Jolan Gross Bettelheim was Born in Hungary in 1900. She studied at the Academy of Fine Arts in Budapest, Kunstgewerbeschule in Vienna, and the Academic fur bildende Kunst in Berlin. In 1925 she married a Hungarian/American and moved to Cleveland, Ohio where she studied at the Cleveland Institute of Art School.
She submitted prints to the annual contest sponsored by the Cleveland Museum of Art, from 1928-1937, wining several prizes. During the 1930s, she exhibited at the Art Institute of Chicago and the Pennsylvania Academy of Fine Arts, and later at the National Academy of Design, the Library of Congress and many other museums nationwide. Bettelheim created 12 prints for the Graphics Workshop of the W.P.A. Federal Arts Project from 1935-36, producing some of her most ground breaking works of urban/industrial and machine age subjects. She moved to Queens, New York City in 1938 and did not exhibit prints again until 1942. Her only one-woman show in New York was hosted by the Durand-Ruel Galleries in 1945, which mounted an exhibition of her pastels. Prompted by the death of her husband, psychiatrist Frigyes Bettelheim, and the anti-Communist political climate of McCarthyism, the artist returned to Hungary in 1956.

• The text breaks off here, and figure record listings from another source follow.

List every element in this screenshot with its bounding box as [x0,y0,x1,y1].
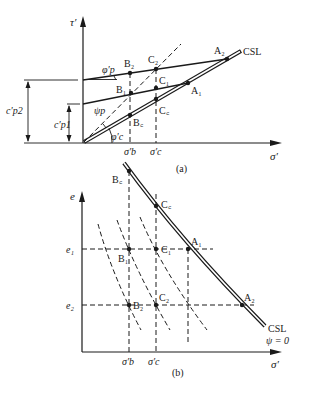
sigma-c-tick-b: σ′c [148,356,160,367]
sigma-c-tick-a: σ′c [150,146,162,157]
e2-tick: e₂ [66,300,74,311]
envelope-lower [83,83,188,104]
label-cc: C꜀ [159,105,170,116]
sigma-axis-b-arrow-icon [270,349,282,355]
label-bc: B꜀ [133,117,144,128]
panel-b: e σ′ (b) CSL ψ = 0 e₁ e₂ σ′b σ′c B꜀ C꜀ [66,163,289,379]
label-b1-b: B₁ [118,253,128,264]
e-axis-arrow-icon [79,191,85,202]
sigma-axis-a-arrow-icon [270,140,282,146]
psi-p-arc [103,124,106,128]
cp2-arrow-up-icon [26,81,31,88]
tau-axis-label: τ′ [70,16,77,28]
e1-tick: e₁ [66,244,74,255]
label-b2: B₂ [124,58,134,69]
cp1-arrow-down-icon [67,135,72,142]
e-axis-label: e [70,190,75,202]
point-c1-b [154,247,158,251]
point-b2-b [127,303,131,307]
csl-label-b: CSL [268,323,286,334]
cp1-arrow-up-icon [67,105,72,112]
label-c1: C₁ [159,75,169,86]
point-cc [154,97,158,101]
point-a1-b [186,247,190,251]
panel-b-caption: (b) [172,367,184,379]
state-curve-1 [98,224,141,330]
label-b2-b: B₂ [133,300,143,311]
point-c1 [154,86,158,90]
label-c2-b: C₂ [159,292,169,303]
label-c1-b: C₁ [161,244,171,255]
state-curve-3 [140,217,207,330]
label-bc-b: B꜀ [112,174,123,185]
cp1-label: c′p1 [54,119,71,130]
cp2-label: c′p2 [6,105,23,116]
phi-c-label: φ′c [111,131,124,142]
point-bc-b [127,169,131,173]
point-cc-b [154,204,158,208]
point-c2-b [154,303,158,307]
panel-a-caption: (a) [176,163,187,175]
point-b1 [129,91,133,95]
point-a2-b [240,303,244,307]
point-a2 [225,57,229,61]
label-a2-b: A₂ [244,292,255,303]
csl-label-a: CSL [243,46,261,57]
label-a2: A₂ [214,45,225,56]
sigma-axis-b-label: σ′ [271,358,279,370]
panel-a: τ′ σ′ (a) CSL φ′p ψp φ′c c′p2 c′p1 [6,16,282,175]
sigma-b-tick-a: σ′b [124,146,136,157]
soil-mechanics-diagram: τ′ σ′ (a) CSL φ′p ψp φ′c c′p2 c′p1 [0,0,309,395]
label-cc-b: C꜀ [161,199,172,210]
label-a1: A₁ [191,85,202,96]
state-curve-2 [117,220,170,330]
point-b1-b [127,247,131,251]
tau-axis-arrow-icon [80,16,86,27]
csl-sublabel-b: ψ = 0 [266,335,289,346]
sigma-axis-a-label: σ′ [270,150,278,162]
label-b1: B₁ [116,84,126,95]
point-bc [128,113,132,117]
cp2-arrow-down-icon [26,135,31,142]
point-b2 [128,71,132,75]
point-c2 [154,67,158,71]
sigma-b-tick-b: σ′b [122,356,134,367]
label-a1-b: A₁ [191,236,202,247]
label-c2: C₂ [148,54,158,65]
psi-p-label: ψp [94,105,105,116]
point-a1 [186,81,190,85]
phi-p-label: φ′p [102,64,115,75]
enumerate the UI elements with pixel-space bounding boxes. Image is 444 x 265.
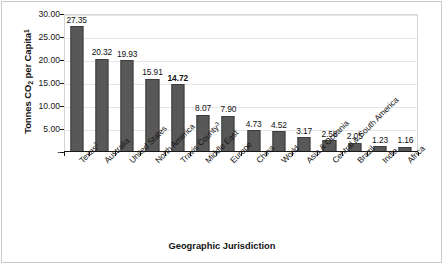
- bar-slot: 1.16: [393, 14, 418, 152]
- y-axis-tick-label: -: [22, 147, 60, 157]
- bar-value-label: 8.07: [195, 103, 211, 113]
- bar[interactable]: [70, 26, 83, 152]
- x-axis-tick-mark: [342, 152, 343, 156]
- x-axis-tick-mark: [89, 152, 90, 156]
- x-axis-tick-mark: [64, 152, 65, 156]
- bar-slot: 3.17: [292, 14, 317, 152]
- x-axis-title: Geographic Jurisdiction: [0, 241, 444, 251]
- y-axis-tick-label: 10.00: [22, 101, 60, 111]
- x-axis-tick-mark: [266, 152, 267, 156]
- bar-value-label: 1.23: [372, 135, 388, 145]
- y-axis-tick-mark: [60, 37, 64, 38]
- x-axis-tick-mark: [367, 152, 368, 156]
- bar-slot: 1.23: [367, 14, 392, 152]
- bar-slot: 27.35: [64, 14, 89, 152]
- y-axis-tick-mark: [60, 106, 64, 107]
- scan-artifact: . . . . . . . .: [30, 205, 63, 214]
- bar-value-label: 4.73: [246, 119, 262, 129]
- x-axis-tick-mark: [165, 152, 166, 156]
- bar-slot: 19.93: [115, 14, 140, 152]
- bar-value-label: 1.16: [397, 135, 413, 145]
- bar-value-label: 27.35: [66, 15, 86, 25]
- bar-value-label: 14.72: [168, 73, 188, 83]
- x-axis-tick-mark: [418, 152, 419, 156]
- bar-value-label: 20.32: [92, 47, 112, 57]
- y-axis-tick-label: 20.00: [22, 55, 60, 65]
- bar-slot: 4.52: [266, 14, 291, 152]
- x-axis-tick-mark: [115, 152, 116, 156]
- bar-value-label: 4.52: [271, 120, 287, 130]
- x-axis-category-labels: Texas2AustraliaUnited StatesNorth Americ…: [64, 158, 418, 238]
- bar-value-label: 19.93: [117, 49, 137, 59]
- x-axis-tick-mark: [140, 152, 141, 156]
- y-axis-tick-mark: [60, 60, 64, 61]
- y-axis-tick-label: 25.00: [22, 32, 60, 42]
- bar-slot: 20.32: [89, 14, 114, 152]
- y-axis-tick-label: 30.00: [22, 9, 60, 19]
- x-axis-tick-mark: [317, 152, 318, 156]
- bar-value-label: 7.90: [220, 104, 236, 114]
- x-axis-tick-mark: [216, 152, 217, 156]
- y-axis-tick-mark: [60, 14, 64, 15]
- bar[interactable]: [95, 59, 108, 152]
- y-axis-tick-label: 5.00: [22, 124, 60, 134]
- x-axis-tick-mark: [190, 152, 191, 156]
- x-axis-tick-mark: [292, 152, 293, 156]
- x-axis-tick-mark: [393, 152, 394, 156]
- y-axis-tick-labels: -5.0010.0015.0020.0025.0030.00: [22, 14, 60, 152]
- bar-value-label: 15.91: [142, 67, 162, 77]
- bar-value-label: 3.17: [296, 126, 312, 136]
- co2-per-capita-bar-chart: . . . . . . . . . . . . . . . . . . . To…: [0, 0, 444, 265]
- y-axis-tick-mark: [60, 129, 64, 130]
- bar-slot: 4.73: [241, 14, 266, 152]
- y-axis-tick-mark: [60, 83, 64, 84]
- y-axis-tick-label: 15.00: [22, 78, 60, 88]
- x-axis-tick-mark: [241, 152, 242, 156]
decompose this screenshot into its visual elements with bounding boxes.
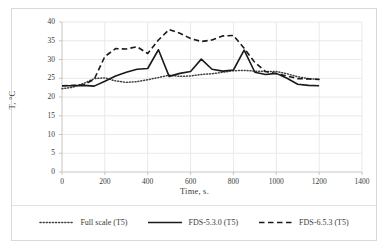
gridlines (62, 22, 362, 172)
y-tick-30: 30 (33, 55, 55, 64)
y-tick-5: 5 (33, 148, 55, 157)
x-tick-1200: 1200 (299, 177, 339, 186)
legend-label-fds-530: FDS-5.3.0 (T5) (188, 218, 238, 227)
x-tick-1000: 1000 (256, 177, 296, 186)
x-tick-600: 600 (171, 177, 211, 186)
y-tick-25: 25 (33, 73, 55, 82)
legend-item-fds-653[interactable]: FDS-6.5.3 (T5) (258, 218, 349, 227)
y-tick-0: 0 (33, 167, 55, 176)
x-axis-title: Time, s. (0, 186, 389, 196)
legend-label-fds-653: FDS-6.5.3 (T5) (299, 218, 349, 227)
legend-item-full-scale[interactable]: Full scale (T5) (39, 218, 127, 227)
y-tick-40: 40 (33, 17, 55, 26)
chart-figure: 0510152025303540 02004006008001000120014… (0, 0, 389, 252)
x-tick-800: 800 (213, 177, 253, 186)
legend-swatch-solid (147, 218, 183, 227)
legend-swatch-dotted (39, 218, 75, 227)
y-tick-15: 15 (33, 111, 55, 120)
y-tick-35: 35 (33, 36, 55, 45)
x-tick-200: 200 (85, 177, 125, 186)
x-tick-1400: 1400 (342, 177, 382, 186)
y-tick-20: 20 (33, 92, 55, 101)
tick-marks (59, 22, 362, 175)
plot-container: 0510152025303540 02004006008001000120014… (0, 0, 389, 252)
legend-item-fds-530[interactable]: FDS-5.3.0 (T5) (147, 218, 238, 227)
legend-divider (12, 205, 376, 206)
legend-label-full-scale: Full scale (T5) (80, 218, 127, 227)
x-tick-400: 400 (128, 177, 168, 186)
chart-legend: Full scale (T5) FDS-5.3.0 (T5) FDS-6.5.3… (12, 211, 376, 233)
y-axis-title: T, °C (7, 70, 17, 130)
x-tick-0: 0 (42, 177, 82, 186)
y-tick-10: 10 (33, 130, 55, 139)
legend-swatch-dashed (258, 218, 294, 227)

Her birthplace, which had politically changed hands between Czechoslovakia and Hungary, was Hungarian again, but she arrived just one month before an attempted overthrow of the Soviet system there. Her pro-Communist views made her an outsider in her own country, and she apparently lived the rest of her life disheartened and in semi-seclusion. There is no evidence that she ever made prints again. She died in Budapest in 1972.
Bettelheim created a total of only about 40 prints in her lifetime. Most of her prints were not editioned but printed as proofs only. No catalog raisonne yet exists on her work.

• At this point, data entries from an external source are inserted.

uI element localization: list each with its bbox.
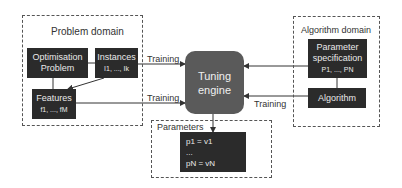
algorithm-node: Algorithm [308,88,366,108]
optimisation-problem-line2: Problem [41,63,75,74]
parameter-first: p1 = v1 [186,136,212,147]
features-node: Features f1, ..., fM [32,89,76,119]
optimisation-problem-node: Optimisation Problem [27,48,88,78]
algorithm-label: Algorithm [318,93,356,104]
parameter-spec-range: P1, ..., PN [322,64,354,75]
parameter-spec-line2: specification [313,53,363,64]
parameter-ellipsis: ... [186,147,193,158]
edge-label-training-bottom: Training [147,93,179,103]
parameter-values-node: p1 = v1 ... pN = vN [180,132,246,172]
tuning-engine-line1: Tuning [198,69,231,83]
instances-label: Instances [97,52,136,63]
parameter-last: pN = vN [186,158,215,169]
algorithm-domain-title: Algorithm domain [301,25,371,35]
tuning-engine-line2: engine [198,83,231,97]
problem-domain-title: Problem domain [51,26,124,37]
features-range: f1, ..., fM [40,104,67,115]
instances-range: I1, ..., Ik [104,63,129,74]
tuning-engine-node: Tuning engine [185,51,244,114]
parameter-spec-line1: Parameter [316,42,358,53]
edge-label-training-top: Training [147,54,179,64]
edge-label-training-right: Training [254,99,286,109]
optimisation-problem-line1: Optimisation [32,52,82,63]
features-label: Features [36,93,72,104]
parameters-title: Parameters [157,122,204,132]
instances-node: Instances I1, ..., Ik [95,48,138,78]
parameter-specification-node: Parameter specification P1, ..., PN [308,39,367,78]
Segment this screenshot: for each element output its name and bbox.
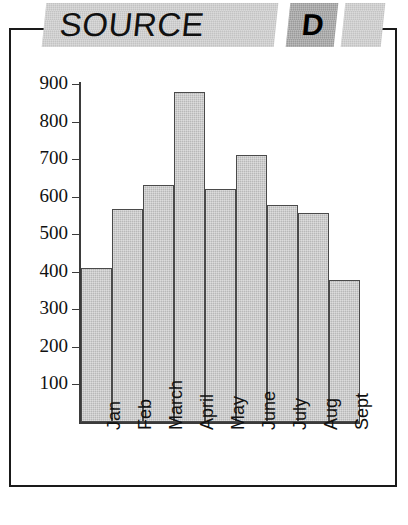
- y-tick: [72, 272, 80, 273]
- bar: [205, 189, 236, 422]
- x-axis-label: March: [166, 380, 187, 430]
- bar: [174, 92, 205, 422]
- x-axis-label: Feb: [135, 399, 156, 430]
- bar: [236, 155, 267, 422]
- x-axis-label: Sept: [352, 393, 373, 430]
- x-axis-label: Aug: [321, 398, 342, 430]
- x-axis-label: June: [259, 391, 280, 430]
- y-tick-label: 600: [40, 185, 69, 207]
- bar: [81, 268, 112, 422]
- y-tick-label: 200: [40, 335, 69, 357]
- x-axis-label: July: [290, 398, 311, 430]
- y-tick: [72, 234, 80, 235]
- bar: [298, 213, 329, 422]
- y-tick: [72, 122, 80, 123]
- x-axis-label: Jan: [104, 401, 125, 430]
- y-tick: [72, 84, 80, 85]
- y-tick-label: 800: [40, 110, 69, 132]
- y-tick-label: 900: [40, 72, 69, 94]
- y-tick: [72, 309, 80, 310]
- bar: [267, 205, 298, 422]
- y-tick-label: 100: [40, 372, 69, 394]
- y-tick: [72, 159, 80, 160]
- y-tick-label: 500: [40, 222, 69, 244]
- x-axis-label: May: [228, 396, 249, 430]
- y-tick-label: 300: [40, 297, 69, 319]
- bar: [112, 209, 143, 422]
- y-tick: [72, 197, 80, 198]
- y-tick: [72, 347, 80, 348]
- y-tick-label: 700: [40, 147, 69, 169]
- x-axis-label: April: [197, 394, 218, 430]
- y-tick: [72, 384, 80, 385]
- bar-chart: 900800700600500400300200100 JanFebMarchA…: [0, 0, 408, 525]
- y-tick-label: 400: [40, 260, 69, 282]
- page-root: SOURCE D 900800700600500400300200100 Jan…: [0, 0, 408, 525]
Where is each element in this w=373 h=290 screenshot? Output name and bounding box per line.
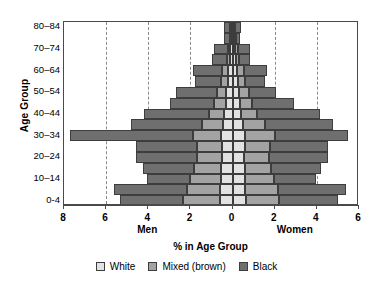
bar-segment <box>131 119 202 130</box>
bar-segment <box>246 195 280 205</box>
x-axis-title: % in Age Group <box>63 241 358 252</box>
legend-label: White <box>110 261 136 272</box>
age-group-row <box>64 109 357 120</box>
bar-segment <box>187 184 221 195</box>
bar-segment <box>271 163 321 174</box>
x-axis-tick-mark <box>63 205 64 209</box>
bar-segment <box>238 44 250 55</box>
bar-segment <box>233 163 245 174</box>
y-axis-tick-label: 50–54 <box>20 86 60 96</box>
bar-segment <box>244 152 269 163</box>
age-group-row <box>64 141 357 152</box>
bar-segment <box>212 54 227 65</box>
x-axis-tick-mark <box>316 205 317 209</box>
x-axis-tick-label: 6 <box>346 212 370 223</box>
bar-segment <box>239 87 249 98</box>
bar-segment <box>120 195 183 205</box>
bar-segment <box>221 163 233 174</box>
side-labels: Men Women <box>63 224 358 238</box>
bar-segment <box>233 87 240 98</box>
age-group-row <box>64 184 357 195</box>
bar-segment <box>220 195 233 205</box>
bar-segment <box>274 174 316 185</box>
bar-segment <box>220 184 232 195</box>
bar-segment <box>223 119 232 130</box>
age-group-row <box>64 65 357 76</box>
bar-segment <box>217 87 226 98</box>
bar-segment <box>257 109 320 120</box>
bar-segment <box>228 44 231 55</box>
x-axis-tick-label: 2 <box>262 212 286 223</box>
legend-swatch-icon <box>96 262 105 271</box>
bar-segment <box>270 141 328 152</box>
bar-segment <box>136 141 197 152</box>
bar-segment <box>197 152 222 163</box>
x-axis-tick-mark <box>147 205 148 209</box>
bar-segment <box>233 98 240 109</box>
bar-segment <box>233 130 246 141</box>
bar-segment <box>222 65 228 76</box>
x-axis-tick-mark <box>274 205 275 209</box>
bar-segment <box>136 152 197 163</box>
age-group-row <box>64 174 357 185</box>
bar-segment <box>224 109 232 120</box>
bar-segment <box>221 130 233 141</box>
bar-segment <box>235 22 241 33</box>
bar-segment <box>245 184 278 195</box>
age-group-row <box>64 152 357 163</box>
y-axis-tick-label: 30–34 <box>20 130 60 140</box>
legend-label: Black <box>253 261 277 272</box>
bar-segment <box>245 130 275 141</box>
y-axis-tick-label: 80–84 <box>20 21 60 31</box>
age-group-row <box>64 76 357 87</box>
bar-segment <box>244 65 267 76</box>
bar-segment <box>114 184 187 195</box>
y-axis-tick-label: 0-4 <box>20 195 60 205</box>
age-group-row <box>64 54 357 65</box>
bar-segment <box>240 98 252 109</box>
age-group-row <box>64 119 357 130</box>
x-axis-tick-label: 4 <box>304 212 328 223</box>
x-axis-tick-mark <box>105 205 106 209</box>
age-group-row <box>64 22 357 33</box>
age-group-row <box>64 130 357 141</box>
age-group-row <box>64 98 357 109</box>
bar-segment <box>252 98 294 109</box>
bar-segment <box>190 174 221 185</box>
bar-segment <box>226 98 233 109</box>
age-group-row <box>64 33 357 44</box>
bar-segment <box>222 141 233 152</box>
bar-segment <box>224 22 231 33</box>
age-group-row <box>64 44 357 55</box>
age-group-row <box>64 195 357 205</box>
x-axis-tick-mark <box>358 205 359 209</box>
women-label: Women <box>255 224 335 235</box>
bar-segment <box>221 76 228 87</box>
bar-segment <box>238 76 245 87</box>
bar-segment <box>70 130 192 141</box>
bar-segment <box>233 152 245 163</box>
bar-segment <box>233 195 246 205</box>
legend-swatch-icon <box>148 262 157 271</box>
legend-swatch-icon <box>239 262 248 271</box>
legend-item: Black <box>239 261 277 272</box>
x-axis-tick-label: 2 <box>177 212 201 223</box>
bar-segment <box>214 98 226 109</box>
legend-item: Mixed (brown) <box>148 261 225 272</box>
bar-segment <box>170 98 214 109</box>
bar-segment <box>222 152 233 163</box>
age-group-row <box>64 163 357 174</box>
bar-segment <box>236 33 240 44</box>
population-pyramid-chart: Age Group 0-410–1420–2430–3440–4450–5460… <box>0 0 373 290</box>
x-axis-line: 86420246 <box>63 205 358 206</box>
bar-segment <box>269 152 328 163</box>
x-axis-tick-label: 6 <box>93 212 117 223</box>
x-axis-tick-mark <box>232 205 233 209</box>
zero-axis-line-top <box>233 22 234 204</box>
bar-segment <box>245 76 265 87</box>
bar-segment <box>233 109 242 120</box>
bar-segment <box>144 109 209 120</box>
bar-segment <box>214 44 228 55</box>
bar-segment <box>245 141 270 152</box>
bar-segment <box>278 184 346 195</box>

"Imperialism" represents a culmination of Bettelheim's modernist explorations and stands as one of American printmaking's most powerful anti-war statements. The formal perspective of the composition–an assembly line of war weapons and regimented figures–pulls theviewer into the image . The skull-like gas masks look out to the viewer, hollow-eyed in warning. The repetition of the shapes and abstraction of the figures emphasize the inhumanity of the war machine and makes poignant the paradox of man's vunerability in the face of his own creation. Although this lithograph was created during WWII, the image feels absolutely contemporary, as relevant today as it was when first produced.